Filled Region Perimeter

Filled region perimeter

3 min read

For compliance reasons, it is often necessary to calculate certain building metrics, which Revit cannot do out-of-the-box. One example is calculating an atrium’s area and perimeter for smoke extraction purposes. While this sounds relatively straightforward, it is more complicated than at first glance.

The problem

In AutoCAD, one would draw a polyline and extract the length property. However, since Revit doesn’t have polylines, we would need to draw multiple individual lines and get the sum of all the lengths. Manually trying to do this is not an option because when selecting multiple objects in Revit, no length parameter will be returned (unless all lines are the same length, but even in this case, it wouldn’t be the sum). Moreover, it is impossible to schedule lines, except for Path of Travel Lines, which is not applicable.

While a room could be placed and the perimeter calculated, this would return the entire perimeter length, which may not be accurate as certain elements, such as stair access points, needed to be excluded from the calculation process. Trying to automate the process with Dynamo wasn’t an option as the atrium wasn’t continuously bounded by a single element of the same category, say a balustrade. Instead, it was bounded by a curtain wall, columns, walls (balustrades) and stairs.

Filled Region Perimeter

Dynamo automation

It was, therefore, decided that the simplest method to visualise the atrium opening was to create a filled region and use line styles to control which lines to calculate and which to exclude. Dynamo could then be used to extract this information and calculate its perimeter.

Filled Region Perimeter

In the example above, the Python node does all the heavy lifting, returning the filled region’s perimeter curves and their associated line style ID. An optional filter removes any lines that aren’t of a certain style, such as “Boundary”. If no filter is specified, all curves are returned. Note that will automatically be excluded. Once all the perimeter curves are known, calculating the total perimeter length is a simple geometric calculation.

import clr
clr.AddReference('ProtoGeometry')
from Autodesk.DesignScript.Geometry import *

clr.AddReference('RevitAPI')
import Autodesk
from Autodesk.Revit.DB import *

import clr

clr.AddReference('RevitNodes')
import Revit

# Import ToProtoType, ToRevitType geometry conversion extension methods
clr.ImportExtensions(Revit.GeometryConversion)

#The inputs to this node will be stored as a list in the IN variables.
element = IN[0]

result = None

revitElement = element.InternalElement

edges = []
lineStyleIds = []

if type(element.InternalElement) == FilledRegion:
  filledRegion = revitElement
  geometryElement = filledRegion.get_Geometry(Options())
  geometryObjects = list(geometryElement)
  for geometryObject in geometryObjects:
    if type(geometryObject) == Solid:
      solid = geometryObject
      edges.extend(e.AsCurve().ToProtoType() for e in solid.Edges)
      lineStyleIds.extend(e.GraphicsStyleId for e in solid.Edges)
    else:
      raise Exception("FilledRegion: has non-Solid geometry!")

#Assign your output to the OUT variable.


> _Required action_
Write out every record below exactly, leaving the pictures out.
========================================================================
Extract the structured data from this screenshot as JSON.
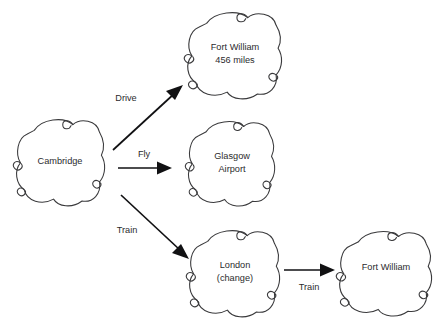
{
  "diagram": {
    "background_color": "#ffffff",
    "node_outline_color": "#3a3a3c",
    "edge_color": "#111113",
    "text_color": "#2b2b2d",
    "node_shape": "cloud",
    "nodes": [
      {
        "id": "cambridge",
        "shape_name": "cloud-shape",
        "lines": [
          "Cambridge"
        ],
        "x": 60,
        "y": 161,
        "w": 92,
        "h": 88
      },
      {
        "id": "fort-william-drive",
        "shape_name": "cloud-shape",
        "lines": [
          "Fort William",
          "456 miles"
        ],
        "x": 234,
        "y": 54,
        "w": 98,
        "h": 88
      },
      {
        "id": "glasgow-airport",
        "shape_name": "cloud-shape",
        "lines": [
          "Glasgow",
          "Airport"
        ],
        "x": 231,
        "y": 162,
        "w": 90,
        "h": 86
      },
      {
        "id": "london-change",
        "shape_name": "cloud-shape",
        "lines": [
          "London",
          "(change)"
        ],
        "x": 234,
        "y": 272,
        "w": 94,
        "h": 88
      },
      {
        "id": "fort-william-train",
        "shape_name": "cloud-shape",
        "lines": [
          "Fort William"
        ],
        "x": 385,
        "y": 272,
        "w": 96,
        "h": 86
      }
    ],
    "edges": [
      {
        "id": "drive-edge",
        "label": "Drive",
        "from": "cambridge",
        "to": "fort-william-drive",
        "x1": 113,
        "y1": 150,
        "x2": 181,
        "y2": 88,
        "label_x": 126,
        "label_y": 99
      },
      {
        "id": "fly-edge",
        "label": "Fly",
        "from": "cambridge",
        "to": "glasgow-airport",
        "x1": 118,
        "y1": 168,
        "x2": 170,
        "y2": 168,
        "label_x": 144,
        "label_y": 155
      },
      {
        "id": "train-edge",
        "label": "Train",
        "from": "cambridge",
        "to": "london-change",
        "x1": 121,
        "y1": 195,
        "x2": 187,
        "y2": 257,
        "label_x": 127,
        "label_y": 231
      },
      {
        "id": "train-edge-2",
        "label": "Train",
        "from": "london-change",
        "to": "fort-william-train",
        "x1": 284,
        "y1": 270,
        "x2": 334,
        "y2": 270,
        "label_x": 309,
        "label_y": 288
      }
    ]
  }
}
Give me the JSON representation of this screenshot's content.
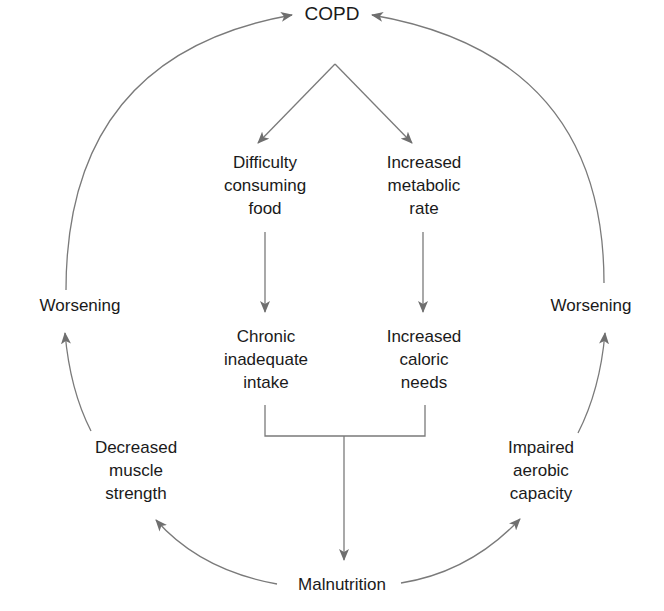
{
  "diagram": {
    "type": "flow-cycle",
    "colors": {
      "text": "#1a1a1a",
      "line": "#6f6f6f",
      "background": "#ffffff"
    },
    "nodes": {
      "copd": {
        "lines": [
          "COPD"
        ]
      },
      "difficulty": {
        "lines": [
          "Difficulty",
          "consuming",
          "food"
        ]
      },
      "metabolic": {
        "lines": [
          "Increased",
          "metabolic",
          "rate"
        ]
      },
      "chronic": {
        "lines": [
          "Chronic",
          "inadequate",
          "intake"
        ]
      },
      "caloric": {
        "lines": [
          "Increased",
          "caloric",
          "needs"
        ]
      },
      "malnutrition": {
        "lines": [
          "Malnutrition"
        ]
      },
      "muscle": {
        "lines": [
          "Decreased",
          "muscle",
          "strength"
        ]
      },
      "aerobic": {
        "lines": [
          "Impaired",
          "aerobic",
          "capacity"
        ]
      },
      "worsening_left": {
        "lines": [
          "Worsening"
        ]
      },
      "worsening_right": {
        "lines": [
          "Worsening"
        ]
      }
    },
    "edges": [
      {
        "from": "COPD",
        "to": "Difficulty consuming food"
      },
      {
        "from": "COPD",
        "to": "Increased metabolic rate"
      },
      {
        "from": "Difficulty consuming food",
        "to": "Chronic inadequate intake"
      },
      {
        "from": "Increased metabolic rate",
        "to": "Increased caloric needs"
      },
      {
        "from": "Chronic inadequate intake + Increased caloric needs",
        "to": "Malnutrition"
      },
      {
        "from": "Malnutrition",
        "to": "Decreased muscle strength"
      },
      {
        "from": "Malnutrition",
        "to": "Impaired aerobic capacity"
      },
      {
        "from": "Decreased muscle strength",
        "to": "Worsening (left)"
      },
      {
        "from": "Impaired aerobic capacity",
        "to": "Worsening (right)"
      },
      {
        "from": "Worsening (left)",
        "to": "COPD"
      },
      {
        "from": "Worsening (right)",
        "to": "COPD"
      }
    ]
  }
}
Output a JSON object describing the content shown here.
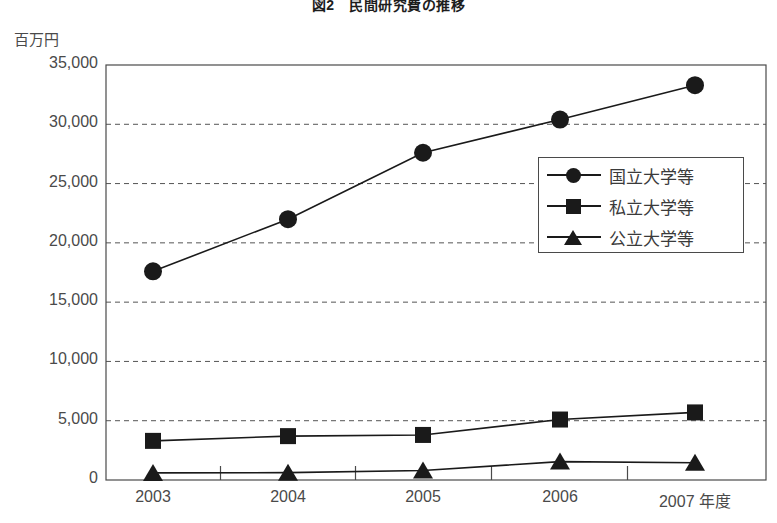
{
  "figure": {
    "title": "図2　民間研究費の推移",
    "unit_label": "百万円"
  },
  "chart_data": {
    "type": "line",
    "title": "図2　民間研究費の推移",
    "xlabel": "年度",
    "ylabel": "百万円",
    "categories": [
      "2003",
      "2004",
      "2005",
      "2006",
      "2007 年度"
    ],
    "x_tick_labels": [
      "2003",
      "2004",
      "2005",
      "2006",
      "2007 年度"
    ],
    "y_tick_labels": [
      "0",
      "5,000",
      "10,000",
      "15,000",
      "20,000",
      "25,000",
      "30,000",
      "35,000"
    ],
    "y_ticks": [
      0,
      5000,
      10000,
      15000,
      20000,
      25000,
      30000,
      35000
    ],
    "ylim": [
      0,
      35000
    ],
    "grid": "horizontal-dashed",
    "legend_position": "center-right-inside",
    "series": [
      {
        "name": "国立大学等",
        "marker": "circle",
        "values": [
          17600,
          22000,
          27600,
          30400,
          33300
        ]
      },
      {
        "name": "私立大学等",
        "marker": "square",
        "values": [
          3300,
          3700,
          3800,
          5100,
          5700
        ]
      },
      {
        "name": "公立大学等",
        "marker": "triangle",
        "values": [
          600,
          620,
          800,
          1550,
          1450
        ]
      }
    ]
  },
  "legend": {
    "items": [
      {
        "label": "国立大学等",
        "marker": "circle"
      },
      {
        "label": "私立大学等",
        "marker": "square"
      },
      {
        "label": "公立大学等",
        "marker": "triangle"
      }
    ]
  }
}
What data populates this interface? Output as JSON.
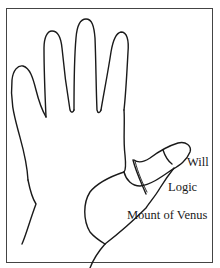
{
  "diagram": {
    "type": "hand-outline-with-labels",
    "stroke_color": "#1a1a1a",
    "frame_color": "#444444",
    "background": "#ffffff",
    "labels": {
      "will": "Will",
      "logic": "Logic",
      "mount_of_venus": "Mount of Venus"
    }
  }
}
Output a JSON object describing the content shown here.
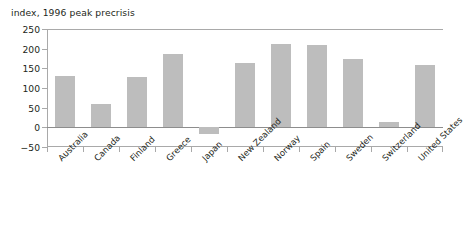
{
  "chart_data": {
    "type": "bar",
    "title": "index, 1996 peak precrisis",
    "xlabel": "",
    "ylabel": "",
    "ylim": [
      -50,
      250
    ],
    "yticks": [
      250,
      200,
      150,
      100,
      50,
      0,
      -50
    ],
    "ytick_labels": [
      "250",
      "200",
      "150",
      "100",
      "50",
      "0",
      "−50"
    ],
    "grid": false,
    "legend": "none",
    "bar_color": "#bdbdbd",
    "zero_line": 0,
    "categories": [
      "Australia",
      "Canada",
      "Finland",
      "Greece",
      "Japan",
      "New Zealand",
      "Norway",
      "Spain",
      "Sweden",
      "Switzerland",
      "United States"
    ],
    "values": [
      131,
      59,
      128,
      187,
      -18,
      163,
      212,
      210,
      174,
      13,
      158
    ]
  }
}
========================================================================
> _Answer to the problem_
Extract the structured data from this screenshot as JSON.
{
  "diagram": {
    "background_color": "#ffffff",
    "node_outline_color": "#3a3a3c",
    "edge_color": "#111113",
    "text_color": "#2b2b2d",
    "node_shape": "cloud",
    "nodes": [
      {
        "id": "cambridge",
        "shape_name": "cloud-shape",
        "lines": [
          "Cambridge"
        ],
        "x": 60,
        "y": 161,
        "w": 92,
        "h": 88
      },
      {
        "id": "fort-william-drive",
        "shape_name": "cloud-shape",
        "lines": [
          "Fort William",
          "456 miles"
        ],
        "x": 234,
        "y": 54,
        "w": 98,
        "h": 88
      },
      {
        "id": "glasgow-airport",
        "shape_name": "cloud-shape",
        "lines": [
          "Glasgow",
          "Airport"
        ],
        "x": 231,
        "y": 162,
        "w": 90,
        "h": 86
      },
      {
        "id": "london-change",
        "shape_name": "cloud-shape",
        "lines": [
          "London",
          "(change)"
        ],
        "x": 234,
        "y": 272,
        "w": 94,
        "h": 88
      },
      {
        "id": "fort-william-train",
        "shape_name": "cloud-shape",
        "lines": [
          "Fort William"
        ],
        "x": 385,
        "y": 272,
        "w": 96,
        "h": 86
      }
    ],
    "edges": [
      {
        "id": "drive-edge",
        "label": "Drive",
        "from": "cambridge",
        "to": "fort-william-drive",
        "x1": 113,
        "y1": 150,
        "x2": 181,
        "y2": 88,
        "label_x": 126,
        "label_y": 99
      },
      {
        "id": "fly-edge",
        "label": "Fly",
        "from": "cambridge",
        "to": "glasgow-airport",
        "x1": 118,
        "y1": 168,
        "x2": 170,
        "y2": 168,
        "label_x": 144,
        "label_y": 155
      },
      {
        "id": "train-edge",
        "label": "Train",
        "from": "cambridge",
        "to": "london-change",
        "x1": 121,
        "y1": 195,
        "x2": 187,
        "y2": 257,
        "label_x": 127,
        "label_y": 231
      },
      {
        "id": "train-edge-2",
        "label": "Train",
        "from": "london-change",
        "to": "fort-william-train",
        "x1": 284,
        "y1": 270,
        "x2": 334,
        "y2": 270,
        "label_x": 309,
        "label_y": 288
      }
    ]
  }
}
Give me the JSON representation of this screenshot's content.
{
  "diagram": {
    "type": "flow-cycle",
    "colors": {
      "text": "#1a1a1a",
      "line": "#6f6f6f",
      "background": "#ffffff"
    },
    "nodes": {
      "copd": {
        "lines": [
          "COPD"
        ]
      },
      "difficulty": {
        "lines": [
          "Difficulty",
          "consuming",
          "food"
        ]
      },
      "metabolic": {
        "lines": [
          "Increased",
          "metabolic",
          "rate"
        ]
      },
      "chronic": {
        "lines": [
          "Chronic",
          "inadequate",
          "intake"
        ]
      },
      "caloric": {
        "lines": [
          "Increased",
          "caloric",
          "needs"
        ]
      },
      "malnutrition": {
        "lines": [
          "Malnutrition"
        ]
      },
      "muscle": {
        "lines": [
          "Decreased",
          "muscle",
          "strength"
        ]
      },
      "aerobic": {
        "lines": [
          "Impaired",
          "aerobic",
          "capacity"
        ]
      },
      "worsening_left": {
        "lines": [
          "Worsening"
        ]
      },
      "worsening_right": {
        "lines": [
          "Worsening"
        ]
      }
    },
    "edges": [
      {
        "from": "COPD",
        "to": "Difficulty consuming food"
      },
      {
        "from": "COPD",
        "to": "Increased metabolic rate"
      },
      {
        "from": "Difficulty consuming food",
        "to": "Chronic inadequate intake"
      },
      {
        "from": "Increased metabolic rate",
        "to": "Increased caloric needs"
      },
      {
        "from": "Chronic inadequate intake + Increased caloric needs",
        "to": "Malnutrition"
      },
      {
        "from": "Malnutrition",
        "to": "Decreased muscle strength"
      },
      {
        "from": "Malnutrition",
        "to": "Impaired aerobic capacity"
      },
      {
        "from": "Decreased muscle strength",
        "to": "Worsening (left)"
      },
      {
        "from": "Impaired aerobic capacity",
        "to": "Worsening (right)"
      },
      {
        "from": "Worsening (left)",
        "to": "COPD"
      },
      {
        "from": "Worsening (right)",
        "to": "COPD"
      }
    ]
  }
}
Output a JSON object describing the content shown here.
{
  "figure": {
    "title": "図2　民間研究費の推移",
    "unit_label": "百万円"
  },
  "chart_data": {
    "type": "line",
    "title": "図2　民間研究費の推移",
    "xlabel": "年度",
    "ylabel": "百万円",
    "categories": [
      "2003",
      "2004",
      "2005",
      "2006",
      "2007 年度"
    ],
    "x_tick_labels": [
      "2003",
      "2004",
      "2005",
      "2006",
      "2007 年度"
    ],
    "y_tick_labels": [
      "0",
      "5,000",
      "10,000",
      "15,000",
      "20,000",
      "25,000",
      "30,000",
      "35,000"
    ],
    "y_ticks": [
      0,
      5000,
      10000,
      15000,
      20000,
      25000,
      30000,
      35000
    ],
    "ylim": [
      0,
      35000
    ],
    "grid": "horizontal-dashed",
    "legend_position": "center-right-inside",
    "series": [
      {
        "name": "国立大学等",
        "marker": "circle",
        "values": [
          17600,
          22000,
          27600,
          30400,
          33300
        ]
      },
      {
        "name": "私立大学等",
        "marker": "square",
        "values": [
          3300,
          3700,
          3800,
          5100,
          5700
        ]
      },
      {
        "name": "公立大学等",
        "marker": "triangle",
        "values": [
          600,
          620,
          800,
          1550,
          1450
        ]
      }
    ]
  },
  "legend": {
    "items": [
      {
        "label": "国立大学等",
        "marker": "circle"
      },
      {
        "label": "私立大学等",
        "marker": "square"
      },
      {
        "label": "公立大学等",
        "marker": "triangle"
      }
    ]
  }
}
What data populates this interface? Output as JSON.
{
  "diagram": {
    "type": "hand-outline-with-labels",
    "stroke_color": "#1a1a1a",
    "frame_color": "#444444",
    "background": "#ffffff",
    "labels": {
      "will": "Will",
      "logic": "Logic",
      "mount_of_venus": "Mount of Venus"
    }
  }
}
Output a JSON object describing the content shown here.
{
  "chart_data": {
    "type": "bar",
    "title": "index, 1996 peak precrisis",
    "xlabel": "",
    "ylabel": "",
    "ylim": [
      -50,
      250
    ],
    "yticks": [
      250,
      200,
      150,
      100,
      50,
      0,
      -50
    ],
    "ytick_labels": [
      "250",
      "200",
      "150",
      "100",
      "50",
      "0",
      "−50"
    ],
    "grid": false,
    "legend": "none",
    "bar_color": "#bdbdbd",
    "zero_line": 0,
    "categories": [
      "Australia",
      "Canada",
      "Finland",
      "Greece",
      "Japan",
      "New Zealand",
      "Norway",
      "Spain",
      "Sweden",
      "Switzerland",
      "United States"
    ],
    "values": [
      131,
      59,
      128,
      187,
      -18,
      163,
      212,
      210,
      174,
      13,
      158
    ]
  }
}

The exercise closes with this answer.